U.S. minorities’ access to health care under managed care: A synthesis of the literature

Author(s):  
G GREENBERG
2000 ◽  
Vol 28 (2) ◽  
pp. 144-158 ◽  
Author(s):  
E. Haavi Morreim

In recent years a number of commentators have discussed the importance of measuring quality of life (QL) in health care. We want to know whether an intervention will help people to live better, not just longer, and whether some treatments cause more trouble than they are worth. New technologies promise wondrous benefits. But when millions of people have no insured access to health care, and when many others face increasingly stringent limits on care, technologies’ high costs require us to choose what we should do from the broader universe of what we can do.The challenges to measuring QL are formidable. Researchers debate whether to measure general QL or disease-specific QL; whether to focus on functional status such as the patient's ability to walk and dress himself, or on the value people ascribe to that functional status; whether to seek the values of the general public, or to concentrate on people actually affected by a given disease or disability.


Author(s):  
Pauline A. Mashima

Important initiatives in health care include (a) improving access to services for disadvantaged populations, (b) providing equal access for individuals with limited or non-English proficiency, and (c) ensuring cultural competence of health-care providers to facilitate effective services for individuals from diverse racial and ethnic backgrounds (U.S. Department of Health and Human Services, Office of Minority Health, 2001). This article provides a brief overview of the use of technology by speech-language pathologists and audiologists to extend their services to underserved populations who live in remote geographic areas, or when cultural and linguistic differences impact service delivery.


WHAT YOU ARE ASKED TO DO: In the data that follows, every line containing the word "toolbar" should be returned.

WORKING DATA:
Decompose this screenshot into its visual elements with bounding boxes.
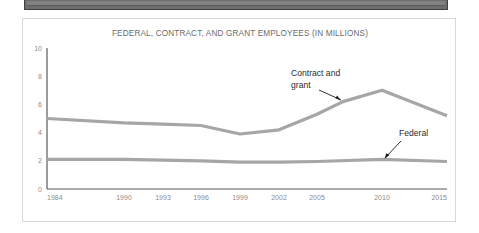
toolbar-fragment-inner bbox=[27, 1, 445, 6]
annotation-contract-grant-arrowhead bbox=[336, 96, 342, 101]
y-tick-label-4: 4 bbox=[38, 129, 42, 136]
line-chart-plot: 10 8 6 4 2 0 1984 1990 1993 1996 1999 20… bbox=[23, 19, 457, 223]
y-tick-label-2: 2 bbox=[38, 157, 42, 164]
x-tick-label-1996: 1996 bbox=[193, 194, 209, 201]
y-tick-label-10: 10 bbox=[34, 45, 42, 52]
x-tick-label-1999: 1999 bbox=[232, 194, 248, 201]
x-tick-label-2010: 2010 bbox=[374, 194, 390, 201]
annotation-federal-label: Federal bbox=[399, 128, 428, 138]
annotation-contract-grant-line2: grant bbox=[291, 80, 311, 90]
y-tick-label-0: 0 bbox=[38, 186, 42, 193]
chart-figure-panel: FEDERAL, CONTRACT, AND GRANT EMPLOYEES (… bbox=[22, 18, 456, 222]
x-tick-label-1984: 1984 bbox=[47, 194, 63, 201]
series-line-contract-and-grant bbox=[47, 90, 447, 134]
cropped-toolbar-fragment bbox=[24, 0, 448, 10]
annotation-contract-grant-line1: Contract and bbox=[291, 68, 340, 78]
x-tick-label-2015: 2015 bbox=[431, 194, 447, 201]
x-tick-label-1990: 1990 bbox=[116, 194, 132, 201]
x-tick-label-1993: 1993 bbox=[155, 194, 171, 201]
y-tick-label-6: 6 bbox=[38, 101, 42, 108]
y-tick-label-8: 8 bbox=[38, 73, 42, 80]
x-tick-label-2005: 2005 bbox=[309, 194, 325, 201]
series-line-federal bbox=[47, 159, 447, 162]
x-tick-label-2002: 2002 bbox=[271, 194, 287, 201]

COMPLETED TASK:
toolbar-fragment-inner bbox=[27, 1, 445, 6]
cropped-toolbar-fragment bbox=[24, 0, 448, 10]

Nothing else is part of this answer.